Pay attention to data governance. Insurers can enforce consistent data standards and quality controls by creating a dedicated data organization that includes a chief data officer, data stewards or owners, and data scientists. It is also important for insurers to institute data policies and set up operating models that can help break silos and ensure the smooth flow of data. By focusing on metadata management, insurers can build a catalog of data assets and a business dictionary.
Stage the process. Finally, executives must plan the implementation in phases. A step- by-step approach, starting with one experiment, ensures that companies prioritize the scope of the process. An incremental approach permits gradual investments while delivering value along the way. Although the first data-driven solution can be up and running in six to nine months, it needs to be scaled rapidly over the next two or three years even as the insurer sets up other pilots.

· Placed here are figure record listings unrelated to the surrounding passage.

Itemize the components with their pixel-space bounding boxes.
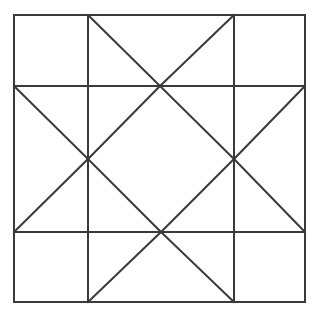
geometric-figure-canvas [0, 0, 320, 317]
figure-background [0, 0, 320, 317]
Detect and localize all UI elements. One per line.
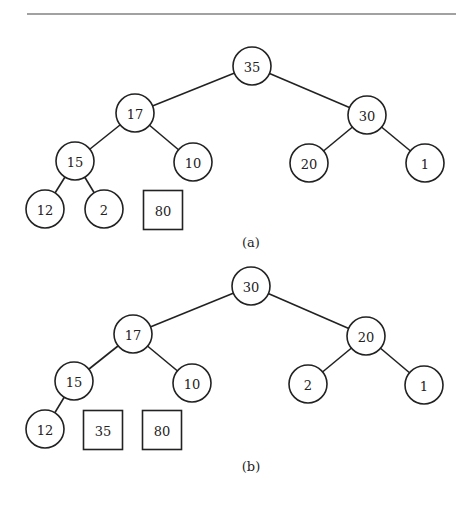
heap-node: 17	[116, 94, 154, 132]
node-label: 80	[154, 424, 171, 439]
heap-node: 2	[85, 190, 123, 228]
node-label: 20	[301, 157, 318, 172]
node-label: 10	[184, 377, 201, 392]
heap-node: 30	[232, 267, 270, 305]
heap-node: 20	[347, 317, 385, 355]
heap-node: 17	[114, 315, 152, 353]
node-label: 1	[421, 157, 429, 172]
removed-node-box: 80	[144, 191, 183, 230]
panel-caption: (a)	[242, 235, 260, 250]
heap-node: 30	[348, 96, 386, 134]
node-label: 30	[359, 109, 376, 124]
node-label: 15	[67, 155, 84, 170]
node-label: 1	[420, 379, 428, 394]
node-label: 80	[155, 204, 172, 219]
heap-node: 2	[289, 365, 327, 403]
heap-node: 10	[173, 364, 211, 402]
heap-node: 12	[26, 190, 64, 228]
heap-node: 10	[174, 143, 212, 181]
node-label: 17	[127, 107, 144, 122]
node-label: 12	[37, 203, 54, 218]
heap-node: 1	[406, 144, 444, 182]
node-label: 30	[243, 280, 260, 295]
node-label: 20	[358, 330, 375, 345]
heap-node: 15	[55, 362, 93, 400]
heap-node: 20	[290, 144, 328, 182]
node-label: 17	[125, 328, 142, 343]
node-label: 2	[304, 378, 312, 393]
heap-diagram: 351730151020112280301720151021123580 (a)…	[0, 0, 472, 505]
heap-node: 15	[56, 142, 94, 180]
heap-node: 1	[405, 366, 443, 404]
node-label: 12	[37, 423, 54, 438]
tree-nodes: 351730151020112280301720151021123580	[26, 47, 444, 450]
removed-node-box: 35	[84, 411, 123, 450]
heap-node: 12	[26, 410, 64, 448]
node-label: 10	[185, 156, 202, 171]
removed-node-box: 80	[143, 411, 182, 450]
node-label: 2	[100, 203, 108, 218]
node-label: 35	[95, 424, 112, 439]
node-label: 35	[244, 60, 261, 75]
panel-caption: (b)	[242, 459, 260, 474]
heap-node: 35	[233, 47, 271, 85]
node-label: 15	[66, 375, 83, 390]
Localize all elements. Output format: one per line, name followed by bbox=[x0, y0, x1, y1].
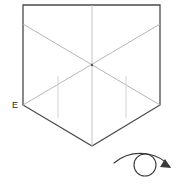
vertex-label-e: E bbox=[12, 100, 18, 110]
origami-diagram: E bbox=[0, 0, 176, 185]
origami-figure-svg: E bbox=[0, 0, 176, 185]
turn-over-circle bbox=[134, 154, 156, 176]
turn-over-arrow-head bbox=[160, 159, 171, 168]
crease-intersection-dot bbox=[91, 64, 93, 66]
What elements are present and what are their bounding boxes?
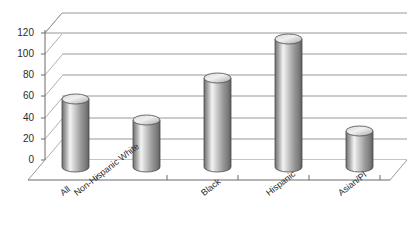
x-tick-label-hispanic: Hispanic: [264, 169, 297, 198]
x-tick-label-asian-pi: Asian/PI: [336, 169, 369, 198]
x-tick-label-non-hispanic-white: Non-Hispanic White: [72, 141, 141, 198]
x-tick-label-black: Black: [199, 176, 223, 197]
chart-container: 120 100 80 60 40 20 0 All Non-Hispanic W…: [0, 0, 411, 252]
x-axis-labels: All Non-Hispanic White Black Hispanic As…: [0, 0, 411, 252]
x-tick-label-all: All: [58, 184, 72, 198]
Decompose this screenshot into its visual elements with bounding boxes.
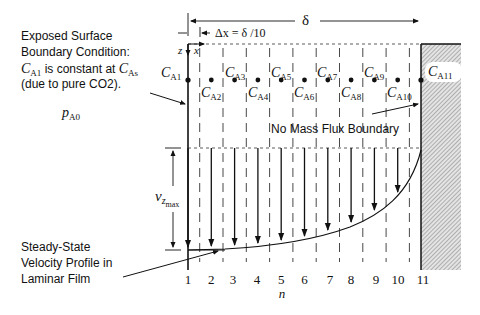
svg-text:10: 10 [392, 272, 405, 287]
svg-text:Velocity Profile in: Velocity Profile in [21, 256, 112, 270]
surface-leader-arrow [150, 93, 185, 104]
svg-text:CA2: CA2 [201, 85, 221, 102]
noflux-leader-arrow [372, 104, 418, 114]
node-numbers: 1 2 3 4 5 6 7 8 9 10 11 [185, 272, 430, 287]
velocity-profile-annotation: Steady-State Velocity Profile in Laminar… [21, 240, 112, 286]
finite-difference-diagram: δ Δx = δ /10 z x CA1 CA2 CA3 CA4 CA5 CA6… [0, 0, 480, 315]
vzmax-label: vzmax [155, 188, 179, 209]
svg-text:CA1: CA1 [161, 65, 181, 82]
svg-text:4: 4 [254, 272, 261, 287]
svg-text:CA7: CA7 [317, 65, 338, 82]
node-dots [185, 77, 423, 82]
delta-label: δ [302, 12, 309, 28]
svg-text:CA10: CA10 [387, 85, 412, 102]
pa0-label: pA0 [61, 105, 80, 122]
svg-text:6: 6 [301, 272, 308, 287]
svg-text:Steady-State: Steady-State [21, 240, 91, 254]
z-axis-label: z [177, 44, 183, 56]
no-flux-label: No Mass Flux Boundary [271, 122, 399, 136]
diagram-canvas: δ Δx = δ /10 z x CA1 CA2 CA3 CA4 CA5 CA6… [0, 0, 480, 315]
vzmax-dimension [165, 148, 181, 250]
velocity-leader-arrow [123, 251, 218, 277]
boundary-condition-annotation: Exposed Surface Boundary Condition: CA1 … [21, 29, 139, 91]
svg-text:Exposed Surface: Exposed Surface [21, 29, 113, 43]
svg-text:CA8: CA8 [341, 85, 362, 102]
svg-text:(due to pure CO2).: (due to pure CO2). [21, 77, 121, 91]
svg-text:7: 7 [327, 272, 334, 287]
svg-text:9: 9 [373, 272, 380, 287]
svg-text:3: 3 [230, 272, 237, 287]
x-axis-label: x [193, 44, 199, 56]
svg-text:CA3: CA3 [225, 65, 246, 82]
concentration-labels: CA1 CA2 CA3 CA4 CA5 CA6 CA7 CA8 CA9 CA10 [161, 65, 412, 102]
svg-text:CA1 is constant at CAs: CA1 is constant at CAs [21, 61, 139, 78]
dx-label: Δx = δ /10 [215, 26, 265, 40]
svg-text:11: 11 [417, 272, 430, 287]
svg-text:Laminar Film: Laminar Film [21, 272, 90, 286]
svg-text:8: 8 [348, 272, 355, 287]
svg-text:1: 1 [185, 272, 192, 287]
svg-text:CA5: CA5 [271, 65, 292, 82]
svg-text:2: 2 [208, 272, 215, 287]
delta-dimension [178, 13, 418, 37]
n-axis-label: n [279, 286, 286, 301]
svg-text:Boundary Condition:: Boundary Condition: [21, 45, 130, 59]
svg-text:CA4: CA4 [248, 85, 269, 102]
svg-text:CA9: CA9 [364, 65, 385, 82]
svg-text:CA6: CA6 [294, 85, 315, 102]
svg-text:5: 5 [278, 272, 285, 287]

Insurers can rapidly deploy next-generation data engines for data-driven decision making, and the returns, too, will flow in quickly. Consider a large European insurer that has successfully built rich profiles of customers by complementing its internal data with data from external systems and open public data platforms. Until 2013, the carrier stored its data in three silos: motor, nonmotor, and life insurance. Since then, it has consolidated its data in a data lake; and it has developed a data engine, based on an open-source software framework, for storing data and running applications off clusters of commodity hardware. Its goals were to decouple the data lake, which provides individual customer profiles and their portfolios, from the vertical system (motor, nonmotor, and life) and to store all of the information in the same place.
The insurer quickly learned the importance of focusing on the quality of data, which is a major problem worldwide. (See “How to Avoid the Big Data Trap,” BCG article, June 2015.) The system stores all of the data necessary for price calculations—such as the number of kilometers driven, the speed, and the number of accelerations—in a structured format. In response to privacy concerns and regulatory restrictions, the company stores the data in aggregated, anonymized form, rather than as detailed data on each trip that a driver takes.
The company started by setting up just two use cases; but in the medium term, it plans to integrate its systems to become more proactive, to develop event-driven applications, and to support cases in real time. Because it has a data lake, the company will be able to inject enriched data into its decision making and work on predictive models and algorithms in its data laboratory. The results are encouraging. The company now sells auto insurance policies that leverage telematics with decent margins, has better clients (as measured by renewals, repeat business, and purchase of other products) today than it had previously, and experiences no delays in settling claims. The carrier’s analytics-based algorithm is superior to its actuarial algorithm for car insurance, and its customer churn ratios have fallen to historic lows since it switched to the new data engine.
As the volume and the variety of data available to insurers rise exponentially, companies have to figure out how to gather, store, combine, and study all manner of data, so they can develop data-based insights that will help them serve customers better. That’s why every company needs to focus on designing a new data engine to serve as a critical enabler of data-driven decision making. Only insurers that make the right design and implementation choices with regard to data engines will succeed in the future.